Tough Professor? Get Help.
Posted by Randall Williams | Under Reference & Education Thursday Feb 11, 2010Chances are you worked hard to get yourself into college or university. Don’t let one or two difficult professors ruin your resolve to vanish what you started. You’re going to have to learn how butt heads with people of authority sooner or later; you might as well dig in and figure it out now, right? Your GPA is at stake, after all.
1. Let your professor know that you have questions. Don’t let him write your lack of understanding off as something that’s your fault, but be open to owning up to your confusion. Choose your words carefully so that you don’t assign blame his way and he should be willing to help you. When he does, listen carefully and try to give him precisely what he’s asking for even if it goes against the way you think it should be done. This particular skill is hard to learn, but it will serve you in the workplace as well. Unless you become your own boss, that is.
2. If you still can’t grasp what the professor is asking of you, get creative. Go to the internet or the library and find another way to learn what the course is covering. Your professor will never know that you learned in spite of him and you’ll get the help you need to get through the class and earn the credit you paid for.
3. Form a study group to commiserate. In addition to finding people with similar complaints, you just might compare notes and end up piecing together lecture material and learn what the difficult professor was trying to communicate. Two heads are better than one and a whole group of them just might give you the support you need to pass the class.
4. If you manage to stick it out without dropping the course and losing your tuition money, make good use of the professor evaluation at the end of the class. Your experience can be put to good use if it helps students in the future.
College is an excellent transition from childhood to adulthood. You’ll be going through all kinds of things while on that campus and hopefully, even be able to turn a bad experience into a lesson learned. The occasional difficult professor is likely someone you’ll never forget but chalk it up to a growing pain and move on.
Randall Williams is a school administrator who writes a weekly blog on online degrees and online colleges.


▶ Exercise
Examine the records and identify each line that includes the string "their". Copy those lines.

Dataset excerpts:
-*-

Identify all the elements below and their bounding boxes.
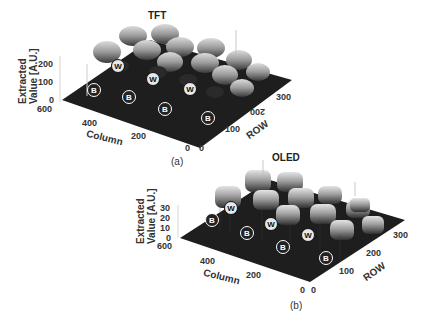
- marker-white: W: [264, 217, 278, 231]
- figure-b-ztick: 20: [160, 213, 170, 223]
- marker-black: B: [240, 226, 254, 240]
- marker-white: W: [224, 201, 238, 215]
- figure-b-column-tick: 0: [300, 285, 305, 295]
- figure-b-row-tick: 200: [366, 248, 381, 258]
- figure-b-oled: OLED: [0, 0, 423, 324]
- marker-black: B: [205, 213, 219, 227]
- marker-black: B: [276, 240, 290, 254]
- figure-b-column-tick: 200: [246, 270, 261, 280]
- figure-b-column-tick: 600: [157, 241, 172, 251]
- figure-b-row-tick: 100: [339, 266, 354, 276]
- figure-b-zlabel-line2: Value [A.U.]: [146, 188, 157, 244]
- figure-b-ztick: 10: [160, 223, 170, 233]
- figure-b-caption: (b): [290, 300, 302, 311]
- figure-b-row-tick: 300: [393, 230, 408, 240]
- figure-b-zlabel-line1: Extracted: [135, 198, 146, 244]
- figure-b-column-tick: 400: [200, 256, 215, 266]
- figure-b-row-tick: 0: [311, 285, 316, 295]
- marker-black: B: [319, 251, 333, 265]
- marker-white: W: [301, 228, 315, 242]
- figure-b-ztick: 30: [160, 203, 170, 213]
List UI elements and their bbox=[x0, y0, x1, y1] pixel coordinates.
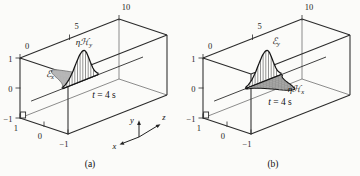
y-tick-label: 1 bbox=[8, 54, 12, 64]
corner-right-angle-marker bbox=[21, 112, 26, 118]
box-edge bbox=[203, 58, 251, 74]
panel-b: 0 5 10 1 0 −1 1 0 −1 ℰy ηℋx t = 4 s (b) bbox=[186, 2, 350, 171]
y-axis-label: y bbox=[129, 115, 134, 125]
box-edge-hidden bbox=[119, 79, 167, 95]
panel-a: 0 5 10 1 0 −1 1 0 −1 ℰx ηℋy t = 4 s (a) bbox=[3, 2, 167, 171]
corner-right-angle-marker bbox=[204, 112, 209, 118]
h-field-label: ηℋy bbox=[76, 37, 92, 48]
time-label: t = 4 s bbox=[268, 97, 292, 107]
z-tick-label: 5 bbox=[74, 21, 78, 31]
y-tick-label: 1 bbox=[191, 54, 195, 64]
x-tick-label: 1 bbox=[197, 123, 201, 133]
y-axis-arrowhead bbox=[137, 120, 141, 125]
box-edge bbox=[251, 95, 350, 134]
z-tick-label: 10 bbox=[305, 2, 314, 12]
z-tick-label: 0 bbox=[208, 41, 212, 51]
z-tick-label: 5 bbox=[257, 21, 261, 31]
box-edge bbox=[119, 19, 167, 35]
h-field-label: ηℋx bbox=[288, 84, 304, 95]
y-tick-label: 0 bbox=[191, 84, 195, 94]
box-b-geometry bbox=[199, 15, 351, 135]
y-tick-label: −1 bbox=[3, 114, 12, 124]
box-a-geometry bbox=[16, 15, 168, 135]
figure-canvas: 0 5 10 1 0 −1 1 0 −1 ℰx ηℋy t = 4 s (a) … bbox=[0, 0, 360, 176]
h-field-pulse-fill bbox=[63, 50, 98, 88]
axis-triad: y z x bbox=[112, 112, 167, 151]
e-field-label: ℰy bbox=[272, 36, 280, 47]
x-tick-label: 0 bbox=[221, 131, 225, 141]
x-axis-arrowhead bbox=[120, 141, 125, 145]
box-edge bbox=[68, 95, 167, 134]
time-label: t = 4 s bbox=[92, 90, 116, 100]
x-tick-label: 1 bbox=[14, 123, 18, 133]
x-tick-label: −1 bbox=[242, 139, 251, 149]
panel-b-caption: (b) bbox=[267, 159, 278, 170]
panel-a-caption: (a) bbox=[85, 159, 96, 170]
z-tick-label: 0 bbox=[25, 41, 29, 51]
y-tick-label: 0 bbox=[8, 84, 12, 94]
z-axis-label: z bbox=[161, 112, 166, 122]
y-tick-label: −1 bbox=[186, 114, 195, 124]
x-tick-label: −1 bbox=[59, 139, 68, 149]
x-axis-arrow bbox=[124, 137, 140, 143]
box-edge-hidden bbox=[302, 79, 350, 95]
z-axis-arrow bbox=[139, 126, 158, 137]
box-edge bbox=[302, 19, 350, 35]
wave-pulse-figure: 0 5 10 1 0 −1 1 0 −1 ℰx ηℋy t = 4 s (a) … bbox=[0, 0, 360, 176]
x-tick-label: 0 bbox=[38, 131, 42, 141]
z-tick-label: 10 bbox=[122, 2, 131, 12]
x-axis-label: x bbox=[112, 141, 117, 151]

-*-

▶ Solution to the problem
Identify all the elements below and their bounding boxes.
List UI elements and their bbox=[x0, y0, x1, y1] pixel coordinates.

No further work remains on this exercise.